Another area in which we think that all the bills would achieve some desirable consistence or coherence is in the area of sentencing, grading of offenses, where we arrive at a system that is more systematic, more understandable and more coherent. I think that codification is also desirable because it offers the opportunity, which is achieved in varying degrees in the three bills, of effecting appropriate reforms and codifying things that have never been codified in the past, but perhaps should be.

For example, all of the bills contain for the first time a general Federal statute dealing with attempts, rather than having this treated in a piecemeal fashion. We think this is desirable. All bills attempt to codify the offense of entrapment that previously had not been codified and as to which there is a great deal of confusion and ambiguity in the decided cases.

So, the sum and substance of it is that we think that codification is a desirable thing. We think it should be done with great care and with further study.

One final advantage of the codification is, because of its coherence and the systemization of the criminal law, it provides a better base on which to build in the future. I think it would be easier to perceive areas in which further reforms are necessary and to devise them when you have a better rationalized and more coherent base from which to start.

One further general comment: We have not attempted to arrive at a judgment or recommendation as to which of the three bills, is the best. We think that they are all still in a study stage. We think that each of them is preferable to the others in some respects, and we would hope that a final bill, if one is passed, would not be any of the existing bills, but a further bill that adopts the best features of each, perhaps in some areas adopts features better than any of them.

The only other general comment that I have before I proceed to a discussion of some particular points, and this perhaps is not a terribly important comment, but the numbering systems, the section. numbering systems, differ among the bills, and we have worked with these bills now in some detail and we must say that the numbering system in S. 1 we find very difficult to work with. For example, there exists a section 1-1A4 (27). It is broken down in a way that we think will be very difficult to use and we would prefer the system used either in the Brown Commission proposal or S. 1400.

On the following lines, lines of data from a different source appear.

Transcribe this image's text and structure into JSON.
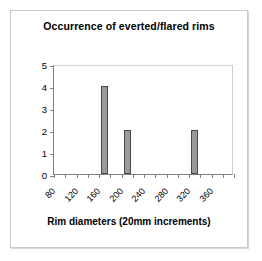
{
  "chart_data": {
    "type": "bar",
    "title": "Occurrence of everted/flared rims",
    "xlabel": "Rim diameters (20mm increments)",
    "ylabel": "",
    "categories": [
      80,
      100,
      120,
      140,
      160,
      180,
      200,
      220,
      240,
      260,
      280,
      300,
      320,
      340,
      360,
      380
    ],
    "values": [
      0,
      0,
      0,
      0,
      4,
      0,
      2,
      0,
      0,
      0,
      0,
      0,
      2,
      0,
      0,
      0
    ],
    "series": [
      {
        "name": "Occurrence",
        "values": [
          0,
          0,
          0,
          0,
          4,
          0,
          2,
          0,
          0,
          0,
          0,
          0,
          2,
          0,
          0,
          0
        ]
      }
    ],
    "xtick_labels": [
      "80",
      "120",
      "160",
      "200",
      "240",
      "280",
      "320",
      "360"
    ],
    "xtick_label_indices": [
      0,
      2,
      4,
      6,
      8,
      10,
      12,
      14
    ],
    "xtick_label_rotation": -45,
    "ytick_labels": [
      "0",
      "1",
      "2",
      "3",
      "4",
      "5"
    ],
    "ytick_values": [
      0,
      1,
      2,
      3,
      4,
      5
    ],
    "ylim": [
      0,
      5
    ],
    "grid": false,
    "legend": "none",
    "bar_color": "#9a9a9a",
    "bar_edge_color": "#4a4a4a",
    "axis_color": "#808080",
    "background_color": "#ffffff",
    "frame_color": "#c9c9c9"
  }
}
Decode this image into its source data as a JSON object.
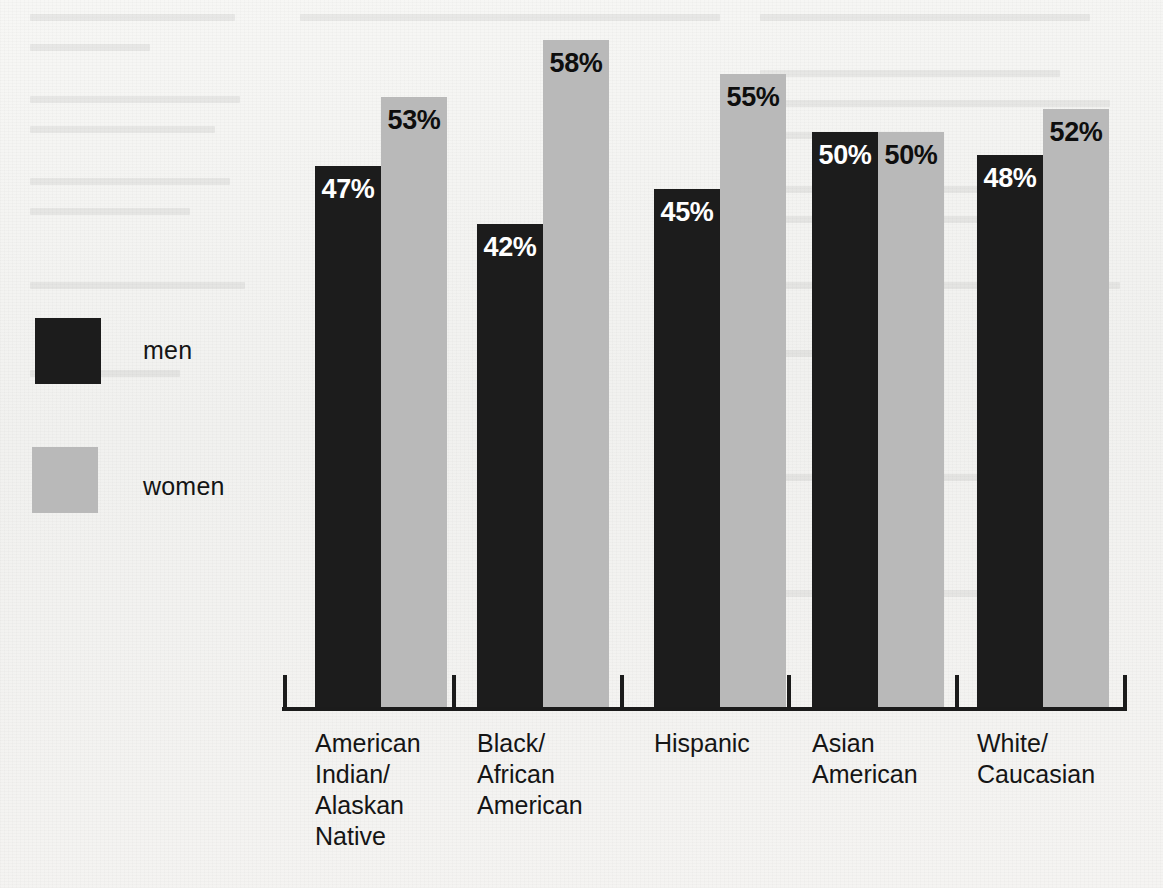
{
  "chart_data": {
    "type": "bar",
    "title": "",
    "subtitle": "",
    "xlabel": "",
    "ylabel": "",
    "ylim": [
      0,
      62
    ],
    "grid": false,
    "legend_position": "left",
    "value_suffix": "%",
    "categories": [
      "American\nIndian/\nAlaskan\nNative",
      "Black/\nAfrican\nAmerican",
      "Hispanic",
      "Asian\nAmerican",
      "White/\nCaucasian"
    ],
    "series": [
      {
        "name": "men",
        "color": "#1c1c1c",
        "values": [
          47,
          42,
          45,
          50,
          48
        ],
        "labels": [
          "47%",
          "42%",
          "45%",
          "50%",
          "48%"
        ]
      },
      {
        "name": "women",
        "color": "#b9b9b9",
        "values": [
          53,
          58,
          55,
          50,
          52
        ],
        "labels": [
          "53%",
          "58%",
          "55%",
          "50%",
          "52%"
        ]
      }
    ]
  },
  "legend": {
    "items": [
      {
        "label": "men",
        "color": "#1c1c1c"
      },
      {
        "label": "women",
        "color": "#b9b9b9"
      }
    ]
  },
  "axis": {
    "line_color": "#1b1b1b",
    "tick_count": 6
  },
  "colors": {
    "men": "#1c1c1c",
    "women": "#b9b9b9",
    "background": "#f3f3f1",
    "text": "#151515",
    "value_on_dark": "#ffffff",
    "value_on_light": "#0e0e0e"
  }
}
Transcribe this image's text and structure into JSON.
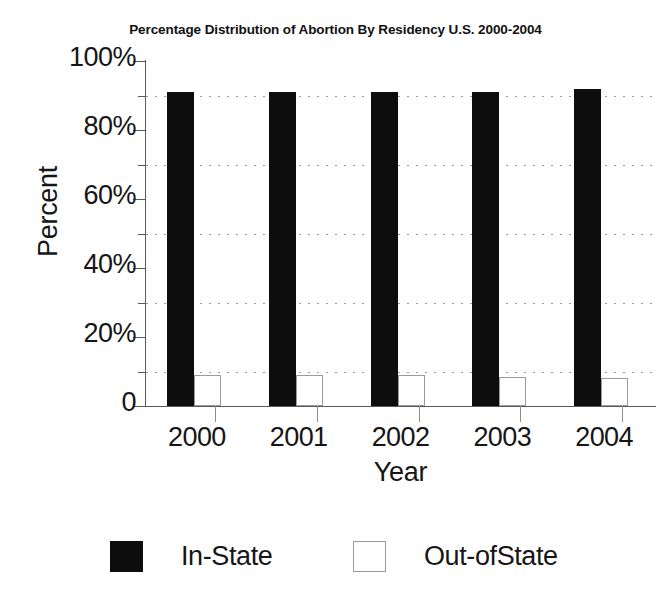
{
  "chart_data": {
    "type": "bar",
    "title": "Percentage Distribution of Abortion By Residency U.S. 2000-2004",
    "xlabel": "Year",
    "ylabel": "Percent",
    "categories": [
      "2000",
      "2001",
      "2002",
      "2003",
      "2004"
    ],
    "series": [
      {
        "name": "In-State",
        "color": "#0d0d0d",
        "values": [
          91,
          91,
          91,
          91,
          92
        ]
      },
      {
        "name": "Out-ofState",
        "color": "#ffffff",
        "values": [
          9,
          9,
          9,
          8.5,
          8
        ]
      }
    ],
    "ylim": [
      0,
      100
    ],
    "ytick_labels": [
      "0",
      "20%",
      "40%",
      "60%",
      "80%",
      "100%"
    ],
    "ytick_values": [
      0,
      20,
      40,
      60,
      80,
      100
    ],
    "minor_ytick_values": [
      10,
      30,
      50,
      70,
      90
    ],
    "grid": "horizontal-dotted",
    "legend_position": "bottom",
    "legend": [
      {
        "label": "In-State",
        "swatch": "filled"
      },
      {
        "label": "Out-ofState",
        "swatch": "hollow"
      }
    ]
  }
}
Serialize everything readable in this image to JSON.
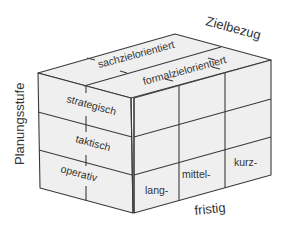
{
  "diagram": {
    "type": "3d-cube-matrix",
    "axes": {
      "vertical": {
        "label": "Planungsstufe"
      },
      "depth": {
        "label": "Zielbezug"
      },
      "horizontal": {
        "label": "fristig"
      }
    },
    "planning_levels": [
      {
        "label": "strategisch"
      },
      {
        "label": "taktisch"
      },
      {
        "label": "operativ"
      }
    ],
    "goal_reference": [
      {
        "label": "sachzielorientiert"
      },
      {
        "label": "formalzielorientiert"
      }
    ],
    "time_horizon": [
      {
        "label": "lang-"
      },
      {
        "label": "mittel-"
      },
      {
        "label": "kurz-"
      }
    ],
    "colors": {
      "face_fill": "#efefef",
      "line": "#3a3a3a",
      "text": "#333333"
    }
  }
}
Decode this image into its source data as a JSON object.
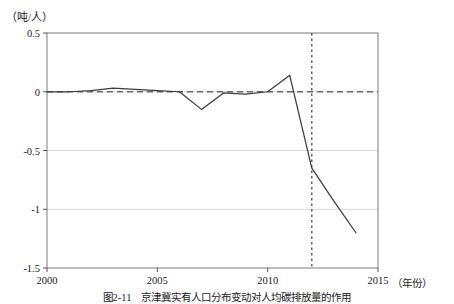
{
  "figure": {
    "unit_label": "（吨/人）",
    "caption": "图2-11　京津冀实有人口分布变动对人均碳排放量的作用",
    "xaxis_unit": "（年份）"
  },
  "chart_data": {
    "type": "line",
    "title": "",
    "subtitle": "",
    "xlabel": "年份",
    "ylabel": "吨/人",
    "xlim": [
      2000,
      2015
    ],
    "ylim": [
      -1.5,
      0.5
    ],
    "xticks": [
      2000,
      2005,
      2010,
      2015
    ],
    "yticks": [
      0.5,
      0,
      -0.5,
      -1,
      -1.5
    ],
    "xtick_labels": [
      "2000",
      "2005",
      "2010",
      "2015"
    ],
    "ytick_labels": [
      "0.5",
      "0",
      "-0.5",
      "-1",
      "-1.5"
    ],
    "grid": "horizontal-light",
    "legend": "none",
    "annotations": [
      {
        "name": "zero-reference-line",
        "type": "hline",
        "y": 0,
        "style": "dashed"
      },
      {
        "name": "policy-year-marker",
        "type": "vline",
        "x": 2012,
        "style": "dotted"
      }
    ],
    "series": [
      {
        "name": "人均碳排放变动",
        "color": "#3c3c3c",
        "x": [
          2000,
          2001,
          2002,
          2003,
          2004,
          2005,
          2006,
          2007,
          2008,
          2009,
          2010,
          2011,
          2012,
          2013,
          2014
        ],
        "values": [
          0.0,
          0.0,
          0.01,
          0.03,
          0.02,
          0.01,
          0.0,
          -0.15,
          -0.01,
          -0.02,
          0.0,
          0.14,
          -0.65,
          -0.93,
          -1.2
        ]
      }
    ]
  }
}
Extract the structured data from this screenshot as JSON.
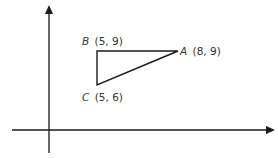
{
  "diagram": {
    "type": "coordinate-plane-triangle",
    "points": [
      {
        "name": "A",
        "coords": "(8, 9)",
        "x": 8,
        "y": 9
      },
      {
        "name": "B",
        "coords": "(5, 9)",
        "x": 5,
        "y": 9
      },
      {
        "name": "C",
        "coords": "(5, 6)",
        "x": 5,
        "y": 6
      }
    ],
    "colors": {
      "line": "#1a1a1a",
      "text": "#333333",
      "background": "#ffffff"
    }
  }
}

We are not going to try to discuss all of the points made in our rather thick report. But we would like to touch briefly on some of those that we think are the most significant. And I will proceed in a rather nonsystematic fashion from point to point, from some of the earlier chapters of the bill, just to draw attention to some of these items that we think are worth comment here.

Let me say, by the way, before I do that, I think that one of the most important aspects of this program is the very careful work necessary just as a matter of lawyer-like drafting. Of course, there are a lot of policy decisions that have to be made and warrant a lot

of discussion and attention, but when we are rewriting the whole criminal law it is very important in our view that every section be looked at very carefully from the point of view of what it will mean when it becomes the law of the land, whether it will be understandable or whether it will have the effects that people intend.

The first specific point: We note that both S. 1 and S. 1400 have abandoned the efforts that the Brown Commission bill made to try to define the effects of presumptions and the effects of burden of proof. There are a lot of long sections in the Brown Commission bill. We approve of that abandonment. We think that the sections in the Brown Commission bill that were dropped off were almost metaphysical and too difficult to understand, and we think that this is an area that is probably impossible to codify effectively.

Next, I draw attention to the grounds of Federal jurisdiction. I am sure you are aware that both S. 1 and S. 1400 try to define the various bases of the Federal jurisdiction-interstate commerce, use of the mails or the like-and then to make those jurisdictional bases applicable to substantive offenses insofar as they seem appropriate.

Now, S. 1 defines-we think these are generally pretty well defined, but S. 1 defines as a ground of Federal jurisdiction a receiving of Federal financial assistance jurisdiction which makes certain Federal substantive offenses applicable where they occur in connection with buildings owned by an organization or a government or a program receiving Federal financial assistance. The substantive offenses to which that jurisdictional base applies generally are things like arson, malicious mischief and the like.

We have two problems with that particular provision. First of all, as far as we can tell, the phrase "Federal financial assistance" is not defined, and it seems to us that this is a serious defect, because it could mean anything from direct Federal aid of some kind to merely a tax exemption. We think that is objectionable, first on the grounds of ambiguity. We think it is also probably objectionable on the grounds that it reaches too far.

Should it really be a Federal crime every time somebody builds a fire in a building that may in some way indirectly be benefited by the Federal Government?

For example, I suppose every State government gets Federal aid. Should every building owned by a State government in which a crime of this kind occurs give rise to a Federal prosecution?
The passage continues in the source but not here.